DEC-T Support for Tank Farm

M. Glass
21 May 1984

The tank farm is supported through a special CAMAC card that resides in slot 19 of crate DE (at CHL) on Dec-T. This card is described in the "082 Module Tank Farm Interface" writeup by Bob Ducar. All Dec-T communication with the tank farm goes through this card.

There are two ways an application program can access the tank farm: through an aggregate device or through individual devices.

There is one aggregate device that provides all the tank farm readings (valve positions, temperature, and pressure) for all 13 tanks. This device is used by the special tank farm page. It has only a reading property; its sole purpose is to conveniently read the whole shebang without loading down data acquisition facilities. Since tank farm logging will use its own special display program I think this device will be used for logging also.

There are also 65 individual devices, one per valve, temperature, or pressure, that provide a single reading each. These devices are used for parameter page display. They may also support alarm block properties if such become desirable. All valves are moved by writing to the setting property of the appropriate device.

The information in this document is of use to two people: the person writing the application and the person entering the data base information. I can think of only items that these people need that I cannot provide in this document:

  1. Scaling information needed to convert the raw binary reading to human readable values in degrees kelvin, percent open, and PSIG. Ducar's memo is of some help here, the CHL controls people also need to be consulted
  2. Device names need to be decided by the CHL programmer. He should run them by someone in the controls group before they are entered into the data base.

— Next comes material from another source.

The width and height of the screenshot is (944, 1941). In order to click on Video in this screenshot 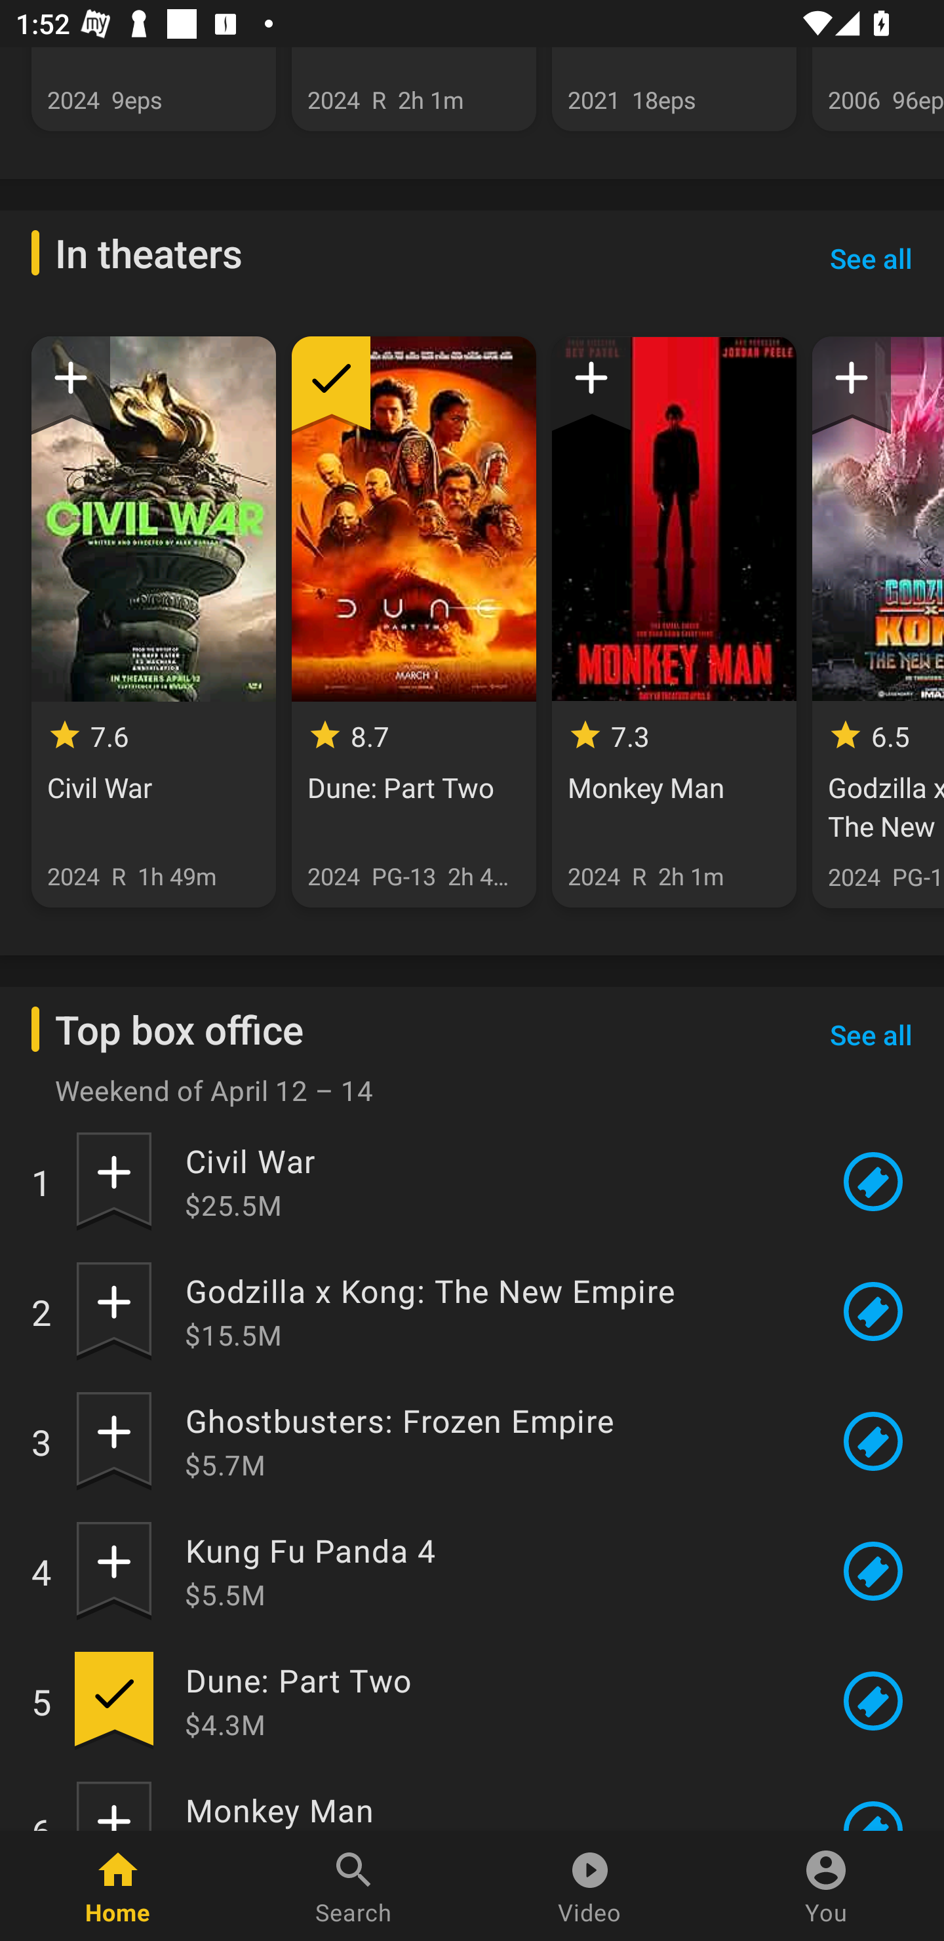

Aggregate Device Data Base Information

This device supports only the reading property. Its node is Dec-T. There is no scaling information. The maximum length is 224 bytes (112 words). The default length is 2 bytes. The default collection time should be 10 seconds or longer.

SSDN:

0 0
0 OID = 1D (hex)
crate slot
0 0

The 112 word buffer you get from the aggregate device is designed to fit nicely into a two dimensional fortran array of one word integers which you declare thusly:

	INTEGER*2  AGG (0:7, 0:13)

The second subscript is the tank number (1-13). "Tank 0" is not used, but you have to declare space for it in the array anyway. The first subscript allows you to extract the five readings per tank as follows:

	AGG(1,I) -- Dirty Valve position for I-th tank
	AGG(2,I) -- Clean Valve position for I-th tank
	AGG(3,I) -- Scrubber Valve position for I-th tank
	AGG(4,I) -- Temperature of I-th tank
	AGG(5,I) -- Pressure of I-th tank

Subscripts 0, 7, and 8 are not used but you have to make the array big enough for them anyway.

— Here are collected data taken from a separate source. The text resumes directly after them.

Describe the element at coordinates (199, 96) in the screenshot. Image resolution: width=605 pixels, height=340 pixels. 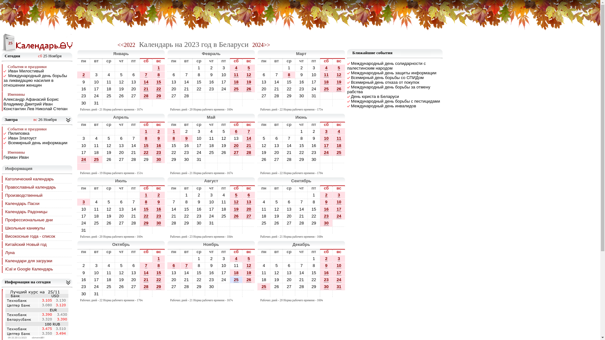
I see ` ` at that location. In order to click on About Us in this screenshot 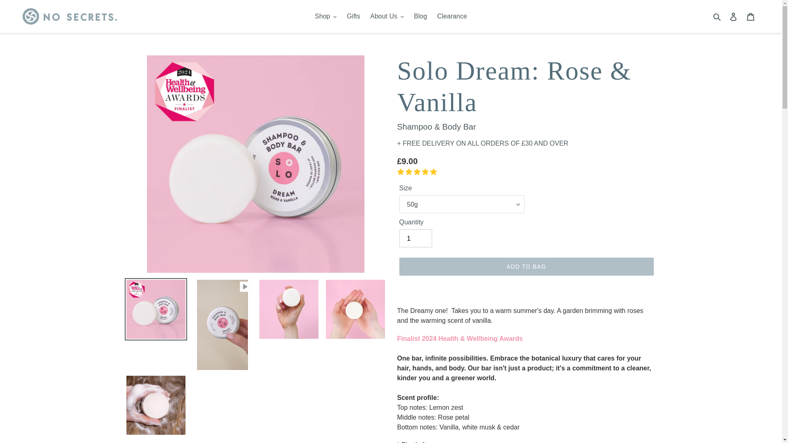, I will do `click(387, 16)`.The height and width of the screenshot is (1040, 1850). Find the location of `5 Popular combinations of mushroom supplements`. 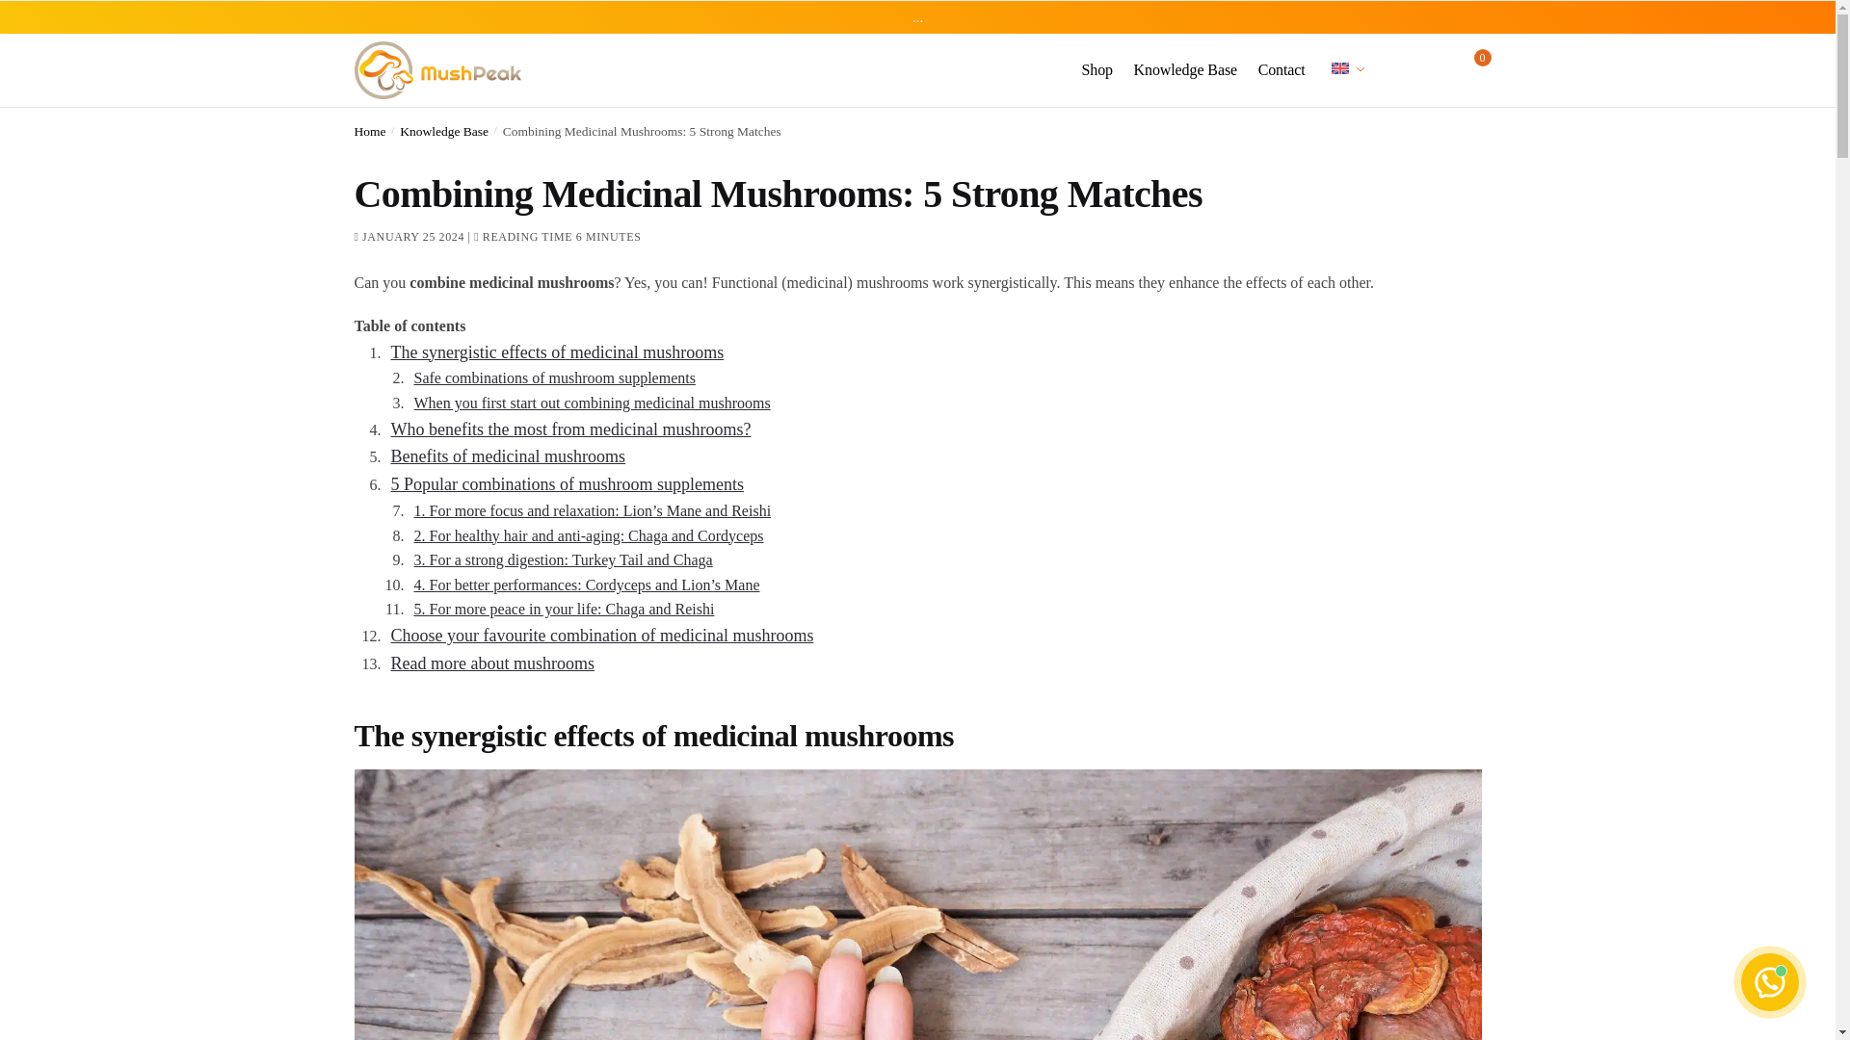

5 Popular combinations of mushroom supplements is located at coordinates (566, 484).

Each of the readings above is an 11 bit long two's complement number stored in the upper 11 bits of the word. There are in addition two status bits in the word for each reading:

	2**3 -- 1 if in local mode, 0 otherwise
	2**2 -- 1 if parity error detected, 0 if OK

Individual Devices Data Base Information

All devices support the reading property. Only the valves, three per tank, have the setting property. There are no basic status or basic control properties. The node is is Dec-T. The scaling information needs to be decided. The maximum and default length is 2 bytes. The default collection time can be 1 second. The SSDN for both reading and setting is:

SSDN:

0 0
0 OID = 1D (hex)
crate slot
0 tank & device

Where the tank and device byte is as follows:

	TTTT/0DDD

	TTTT = Tank number (1 to 13)

	DDD =  1  Dirty valve
	       2  Clean valve
	       3  Scrubber valve
	       4  Temperature
	       5  Pressure

The reading that comes from these devices is always a single word. The format of this word is the same as described under the aggregate device, to wit:

	RRRR/RRRR/RRR0/0LP0

	R = Reading, two's complement
	L = Local mode (1) or remote mode (0)
	P = Parity error (1) or OK (0)

If you want to operate a valve you transmit a single word to the setting property of one of the valves. This word contains a time in thirds of a second. Thus a value of 30 means 10 seconds, 5 means 5/3 second, and so on. Send the straight value to open the valve, negate the value to close the valve. Thus you send a value of -30 to close the valve for 10 seconds.

The timing for valve movement is rather inexact. The actual length of time that we will send the signal will be within half a second or so of the time you specify in your setting.